- ‘Persons’ in Fair Credit Reporting Act questioned
- Supreme Court asked if Congress waived sovereign immunity
A majority of US Supreme Court justices seemed skeptical of the federal government’s claim that it can’t be sued for failing to correct inaccurate information that appears on consumer credit reports.
During oral arguments on Monday, Justices Neil Gorsuch and Clarence Thomas joined the court’s liberal wing in focusing on how Congress defined “persons” who are subject to the Fair Credit Reporting Act (FCRA) to include the government.
Gorsuch said this is where he “gets stuck.”
It doesn’t seem inconceivable that a rational Congress might, to protect consumers in FCRA, “say that the government should turn square corners too just like other private credit reporting agencies and that when it falsely reports a consumer’s debt, it should pay,” he said.
The justices are being asked if Congress waived the government’s sovereign immunity in FCRA’s enforcement provisions, which allow violators to be held liable for damages in civil lawsuits.
The US Court of Appeals for the Third Circuit said it did in ruling Reginald Kirtz could sue the Department of Agriculture for incorrectly reporting to TransUnion that his Rural Housing Service loans were past due and then failing to correct the error when he disputed it.
Congress expanded FCRA in 1996 beyond credit reporting agencies to include lenders and added a provision that required both to investigate the accuracy of account information that’s disputed by a consumer. The Third Circuit said in doing so Congress expressly defined which “persons” fell under the law and that included the government.
The Biden administration, which is appealing that decision, argues the ordinary definition of “persons” applies to the enforcement provisions and the government has sovereign immunity.
But Justice Elena Kagan asked what is the ordinary definition of “persons” and if it includes individuals, partnerships, corporations, trusts, estates, cooperatives, associations, and other entities.
Benjamin Snyder, an assistant to the solicitor general, agreed it did. “Just not governments,” he said.
“Just not governments,” Kagan repeated. “I mean, that’s a strange way to read a defined term, right?”
Justice Brett Kavanaugh, meanwhile, seemed concerned about how a ruling for Kirtz could impact the government financially, asking how much it would cost if it lost this case.
Snyder said there’s a class action pending in the lower court now that the could result in millions of dollars in damages.
Chief Justice John Roberts seemed to suggest it’s implausible FCRA allows the government to be sued. He noted the court has ruled that sometimes implausibility arguments can trump what’s otherwise a pretty precise reading of a statute’s language.
If this statute is ambiguous, sovereign immunity favors the government, said Nandan Joshi, an attorney with Public Citizen Litigation Group who argued for Kirtz.
But, “there’s nothing improbably broad about defining ‘person’ to include the government,” he said.
The case is Department of Agriculture Rural Development Rural Housing Service v. Kirtz, U.S., No. 22-846, oral argument 11/6/23.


Work item. From the first line of the entries below, reproduce everything exactly through the line with "Image is 868x407 pixels.", and nothing more.

======== Exercise data ========

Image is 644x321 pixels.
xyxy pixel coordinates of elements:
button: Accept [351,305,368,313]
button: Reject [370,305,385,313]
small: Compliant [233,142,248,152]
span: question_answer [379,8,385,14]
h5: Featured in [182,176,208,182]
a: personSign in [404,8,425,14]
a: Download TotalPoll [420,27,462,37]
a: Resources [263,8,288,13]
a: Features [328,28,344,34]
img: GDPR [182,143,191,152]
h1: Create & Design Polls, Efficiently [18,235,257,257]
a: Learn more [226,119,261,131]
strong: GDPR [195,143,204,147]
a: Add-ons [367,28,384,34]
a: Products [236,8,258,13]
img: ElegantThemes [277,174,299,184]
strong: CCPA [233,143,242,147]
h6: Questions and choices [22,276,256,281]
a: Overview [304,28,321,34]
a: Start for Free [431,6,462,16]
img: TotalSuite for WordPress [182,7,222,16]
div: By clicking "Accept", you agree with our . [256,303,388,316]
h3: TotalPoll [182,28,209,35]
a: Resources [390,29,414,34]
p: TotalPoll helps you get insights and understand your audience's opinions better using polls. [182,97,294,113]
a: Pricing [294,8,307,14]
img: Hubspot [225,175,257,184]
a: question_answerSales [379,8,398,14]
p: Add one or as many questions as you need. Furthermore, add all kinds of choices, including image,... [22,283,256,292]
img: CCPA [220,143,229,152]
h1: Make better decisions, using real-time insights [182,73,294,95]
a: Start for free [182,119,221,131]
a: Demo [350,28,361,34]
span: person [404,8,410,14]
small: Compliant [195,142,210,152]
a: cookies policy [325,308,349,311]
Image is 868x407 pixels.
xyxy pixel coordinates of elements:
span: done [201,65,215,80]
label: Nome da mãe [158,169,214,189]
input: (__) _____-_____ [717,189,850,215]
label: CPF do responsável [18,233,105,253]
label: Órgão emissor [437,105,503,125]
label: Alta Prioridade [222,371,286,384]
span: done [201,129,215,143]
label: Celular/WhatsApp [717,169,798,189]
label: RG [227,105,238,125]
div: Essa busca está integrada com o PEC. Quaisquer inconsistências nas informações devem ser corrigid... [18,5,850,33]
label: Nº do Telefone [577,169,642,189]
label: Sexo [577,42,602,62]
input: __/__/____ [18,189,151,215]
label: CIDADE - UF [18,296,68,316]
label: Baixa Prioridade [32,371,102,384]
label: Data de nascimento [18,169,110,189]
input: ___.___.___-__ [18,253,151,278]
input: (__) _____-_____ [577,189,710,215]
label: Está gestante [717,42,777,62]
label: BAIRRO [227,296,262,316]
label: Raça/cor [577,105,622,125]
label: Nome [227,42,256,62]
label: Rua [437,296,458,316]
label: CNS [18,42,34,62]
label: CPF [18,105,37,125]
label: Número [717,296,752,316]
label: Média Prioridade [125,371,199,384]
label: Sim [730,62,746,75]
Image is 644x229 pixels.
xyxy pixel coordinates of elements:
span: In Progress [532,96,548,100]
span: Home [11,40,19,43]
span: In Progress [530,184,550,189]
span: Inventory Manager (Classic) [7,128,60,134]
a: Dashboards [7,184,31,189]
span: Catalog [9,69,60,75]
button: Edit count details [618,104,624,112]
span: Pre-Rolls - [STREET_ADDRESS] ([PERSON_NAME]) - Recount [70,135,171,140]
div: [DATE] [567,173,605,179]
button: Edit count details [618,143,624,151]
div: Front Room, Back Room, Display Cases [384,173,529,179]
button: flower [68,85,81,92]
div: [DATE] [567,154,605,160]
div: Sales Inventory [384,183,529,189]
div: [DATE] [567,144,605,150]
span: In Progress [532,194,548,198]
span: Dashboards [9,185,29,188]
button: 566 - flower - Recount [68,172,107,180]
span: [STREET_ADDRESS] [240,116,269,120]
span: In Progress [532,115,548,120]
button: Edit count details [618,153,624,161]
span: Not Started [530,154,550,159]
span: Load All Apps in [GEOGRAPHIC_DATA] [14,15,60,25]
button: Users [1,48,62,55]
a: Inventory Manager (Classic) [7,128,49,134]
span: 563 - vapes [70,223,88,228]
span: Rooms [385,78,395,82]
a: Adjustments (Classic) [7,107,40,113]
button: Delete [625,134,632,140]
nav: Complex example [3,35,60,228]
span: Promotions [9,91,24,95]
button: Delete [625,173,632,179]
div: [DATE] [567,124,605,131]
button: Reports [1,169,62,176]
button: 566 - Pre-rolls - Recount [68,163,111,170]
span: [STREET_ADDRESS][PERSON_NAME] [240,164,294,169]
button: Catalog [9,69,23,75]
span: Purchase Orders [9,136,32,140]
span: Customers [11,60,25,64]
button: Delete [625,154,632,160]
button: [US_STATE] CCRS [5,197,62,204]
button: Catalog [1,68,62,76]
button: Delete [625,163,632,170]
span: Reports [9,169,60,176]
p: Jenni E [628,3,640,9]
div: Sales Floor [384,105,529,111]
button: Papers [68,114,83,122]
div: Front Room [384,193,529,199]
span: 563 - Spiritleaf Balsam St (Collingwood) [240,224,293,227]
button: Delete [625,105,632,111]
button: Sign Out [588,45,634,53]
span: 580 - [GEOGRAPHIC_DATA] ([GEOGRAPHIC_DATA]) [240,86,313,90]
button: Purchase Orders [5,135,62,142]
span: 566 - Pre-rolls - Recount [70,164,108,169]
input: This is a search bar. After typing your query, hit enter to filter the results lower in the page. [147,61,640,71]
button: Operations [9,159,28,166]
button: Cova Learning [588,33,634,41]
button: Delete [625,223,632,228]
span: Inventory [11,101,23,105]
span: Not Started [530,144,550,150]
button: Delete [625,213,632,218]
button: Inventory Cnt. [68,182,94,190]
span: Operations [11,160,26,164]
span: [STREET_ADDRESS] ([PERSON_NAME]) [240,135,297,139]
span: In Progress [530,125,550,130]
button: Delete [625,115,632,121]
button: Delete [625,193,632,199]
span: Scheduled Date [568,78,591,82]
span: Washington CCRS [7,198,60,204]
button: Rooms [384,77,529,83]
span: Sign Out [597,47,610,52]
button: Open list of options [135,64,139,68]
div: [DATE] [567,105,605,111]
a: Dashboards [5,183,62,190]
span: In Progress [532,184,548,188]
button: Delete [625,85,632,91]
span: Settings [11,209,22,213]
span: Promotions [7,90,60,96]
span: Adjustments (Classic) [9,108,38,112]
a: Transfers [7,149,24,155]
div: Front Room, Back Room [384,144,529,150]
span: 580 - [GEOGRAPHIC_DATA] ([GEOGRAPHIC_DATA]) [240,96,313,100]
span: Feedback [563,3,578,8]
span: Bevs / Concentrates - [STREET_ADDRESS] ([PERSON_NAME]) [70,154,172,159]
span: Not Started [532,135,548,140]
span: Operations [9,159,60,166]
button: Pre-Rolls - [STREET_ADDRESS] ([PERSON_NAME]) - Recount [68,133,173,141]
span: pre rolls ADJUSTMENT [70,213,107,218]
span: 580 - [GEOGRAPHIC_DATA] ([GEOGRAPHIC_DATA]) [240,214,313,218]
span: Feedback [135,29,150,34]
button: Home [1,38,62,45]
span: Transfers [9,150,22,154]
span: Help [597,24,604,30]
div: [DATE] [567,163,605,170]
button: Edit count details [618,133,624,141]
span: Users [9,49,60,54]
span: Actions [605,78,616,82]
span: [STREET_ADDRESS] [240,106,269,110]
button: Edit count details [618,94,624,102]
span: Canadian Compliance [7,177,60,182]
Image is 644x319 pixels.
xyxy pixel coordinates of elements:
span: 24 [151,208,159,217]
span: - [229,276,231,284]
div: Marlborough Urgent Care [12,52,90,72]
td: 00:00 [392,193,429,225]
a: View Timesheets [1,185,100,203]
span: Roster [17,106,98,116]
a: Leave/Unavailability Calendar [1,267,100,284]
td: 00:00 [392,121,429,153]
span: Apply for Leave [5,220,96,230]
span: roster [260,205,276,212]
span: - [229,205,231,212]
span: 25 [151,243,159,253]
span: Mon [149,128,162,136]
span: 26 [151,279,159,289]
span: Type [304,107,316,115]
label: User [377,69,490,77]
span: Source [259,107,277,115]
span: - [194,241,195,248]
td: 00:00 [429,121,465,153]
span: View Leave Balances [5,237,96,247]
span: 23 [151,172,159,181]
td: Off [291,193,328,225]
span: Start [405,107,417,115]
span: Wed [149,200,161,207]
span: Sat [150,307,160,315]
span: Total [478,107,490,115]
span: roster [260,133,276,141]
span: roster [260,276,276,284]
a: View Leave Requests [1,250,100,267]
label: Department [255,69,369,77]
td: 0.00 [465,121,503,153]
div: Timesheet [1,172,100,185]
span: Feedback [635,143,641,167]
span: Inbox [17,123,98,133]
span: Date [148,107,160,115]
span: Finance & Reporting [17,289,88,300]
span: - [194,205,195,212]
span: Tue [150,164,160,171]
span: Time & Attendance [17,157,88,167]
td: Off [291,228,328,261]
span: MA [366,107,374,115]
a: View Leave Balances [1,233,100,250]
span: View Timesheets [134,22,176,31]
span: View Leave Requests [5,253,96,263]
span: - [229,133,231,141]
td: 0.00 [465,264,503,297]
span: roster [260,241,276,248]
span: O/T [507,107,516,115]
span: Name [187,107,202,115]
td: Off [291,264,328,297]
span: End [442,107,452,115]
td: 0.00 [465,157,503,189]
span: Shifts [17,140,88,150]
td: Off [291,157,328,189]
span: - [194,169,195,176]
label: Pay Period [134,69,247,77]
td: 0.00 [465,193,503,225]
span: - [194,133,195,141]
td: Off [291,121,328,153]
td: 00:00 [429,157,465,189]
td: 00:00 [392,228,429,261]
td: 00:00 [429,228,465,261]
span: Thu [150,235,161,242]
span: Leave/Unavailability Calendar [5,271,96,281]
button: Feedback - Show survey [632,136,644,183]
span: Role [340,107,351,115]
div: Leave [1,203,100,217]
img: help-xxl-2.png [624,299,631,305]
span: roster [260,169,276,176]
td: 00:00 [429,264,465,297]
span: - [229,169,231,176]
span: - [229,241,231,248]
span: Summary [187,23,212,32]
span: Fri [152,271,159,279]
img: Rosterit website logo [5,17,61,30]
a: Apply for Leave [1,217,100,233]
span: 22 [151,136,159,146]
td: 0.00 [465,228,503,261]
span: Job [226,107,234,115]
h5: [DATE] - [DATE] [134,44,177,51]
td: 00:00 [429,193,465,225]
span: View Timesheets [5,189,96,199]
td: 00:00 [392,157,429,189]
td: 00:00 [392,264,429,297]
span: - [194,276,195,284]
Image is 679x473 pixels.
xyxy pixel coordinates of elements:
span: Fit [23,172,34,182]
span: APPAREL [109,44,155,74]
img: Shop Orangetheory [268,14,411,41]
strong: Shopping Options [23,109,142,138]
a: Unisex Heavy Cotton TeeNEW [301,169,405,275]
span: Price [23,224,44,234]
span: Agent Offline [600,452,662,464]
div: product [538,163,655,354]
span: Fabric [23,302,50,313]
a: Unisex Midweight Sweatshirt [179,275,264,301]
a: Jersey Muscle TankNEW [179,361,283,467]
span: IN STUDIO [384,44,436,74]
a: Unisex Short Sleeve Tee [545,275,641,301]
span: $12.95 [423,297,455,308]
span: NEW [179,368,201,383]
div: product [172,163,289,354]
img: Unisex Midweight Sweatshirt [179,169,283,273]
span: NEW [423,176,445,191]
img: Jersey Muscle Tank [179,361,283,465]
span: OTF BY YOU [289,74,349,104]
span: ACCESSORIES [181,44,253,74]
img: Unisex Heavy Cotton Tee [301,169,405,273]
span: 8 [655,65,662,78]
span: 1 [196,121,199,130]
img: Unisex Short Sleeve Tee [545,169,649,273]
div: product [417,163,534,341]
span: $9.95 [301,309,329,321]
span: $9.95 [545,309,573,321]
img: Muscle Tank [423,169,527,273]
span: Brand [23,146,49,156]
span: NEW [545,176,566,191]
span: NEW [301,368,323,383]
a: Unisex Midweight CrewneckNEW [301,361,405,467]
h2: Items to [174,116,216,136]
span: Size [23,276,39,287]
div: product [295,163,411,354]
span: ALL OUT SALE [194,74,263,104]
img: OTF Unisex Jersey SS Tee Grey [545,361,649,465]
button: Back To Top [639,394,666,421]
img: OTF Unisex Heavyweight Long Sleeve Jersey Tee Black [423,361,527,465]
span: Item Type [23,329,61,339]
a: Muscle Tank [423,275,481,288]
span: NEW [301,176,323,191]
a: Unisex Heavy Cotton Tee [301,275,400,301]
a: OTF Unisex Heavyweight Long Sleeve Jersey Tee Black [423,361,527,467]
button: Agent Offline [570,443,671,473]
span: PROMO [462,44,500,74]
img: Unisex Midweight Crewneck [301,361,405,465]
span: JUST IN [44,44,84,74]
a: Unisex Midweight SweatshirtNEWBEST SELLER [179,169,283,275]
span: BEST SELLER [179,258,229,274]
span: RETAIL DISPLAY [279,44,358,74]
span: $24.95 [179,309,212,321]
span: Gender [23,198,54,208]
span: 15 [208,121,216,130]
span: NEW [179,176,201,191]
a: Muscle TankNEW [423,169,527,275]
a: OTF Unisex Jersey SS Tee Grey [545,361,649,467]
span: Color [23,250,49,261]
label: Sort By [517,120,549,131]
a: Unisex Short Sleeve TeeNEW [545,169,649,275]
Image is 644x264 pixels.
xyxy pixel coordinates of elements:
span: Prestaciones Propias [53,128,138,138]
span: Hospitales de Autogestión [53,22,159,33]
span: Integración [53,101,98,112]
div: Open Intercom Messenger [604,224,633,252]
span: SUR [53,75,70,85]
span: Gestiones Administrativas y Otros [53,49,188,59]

========

Output of the exercise.
Image is 644x321 pixels.
xyxy pixel coordinates of elements:
button: Accept [351,305,368,313]
button: Reject [370,305,385,313]
small: Compliant [233,142,248,152]
span: question_answer [379,8,385,14]
h5: Featured in [182,176,208,182]
a: personSign in [404,8,425,14]
a: Download TotalPoll [420,27,462,37]
a: Resources [263,8,288,13]
a: Features [328,28,344,34]
img: GDPR [182,143,191,152]
h1: Create & Design Polls, Efficiently [18,235,257,257]
a: Learn more [226,119,261,131]
strong: GDPR [195,143,204,147]
a: Add-ons [367,28,384,34]
a: Products [236,8,258,13]
img: ElegantThemes [277,174,299,184]
strong: CCPA [233,143,242,147]
h6: Questions and choices [22,276,256,281]
a: Overview [304,28,321,34]
a: Start for Free [431,6,462,16]
img: TotalSuite for WordPress [182,7,222,16]
div: By clicking "Accept", you agree with our . [256,303,388,316]
h3: TotalPoll [182,28,209,35]
a: Resources [390,29,414,34]
p: TotalPoll helps you get insights and understand your audience's opinions better using polls. [182,97,294,113]
a: Pricing [294,8,307,14]
img: Hubspot [225,175,257,184]
a: question_answerSales [379,8,398,14]
p: Add one or as many questions as you need. Furthermore, add all kinds of choices, including image,... [22,283,256,292]
img: CCPA [220,143,229,152]
h1: Make better decisions, using real-time insights [182,73,294,95]
a: Start for free [182,119,221,131]
a: Demo [350,28,361,34]
span: person [404,8,410,14]
small: Compliant [195,142,210,152]
a: cookies policy [325,308,349,311]
Image is 868x407 pixels.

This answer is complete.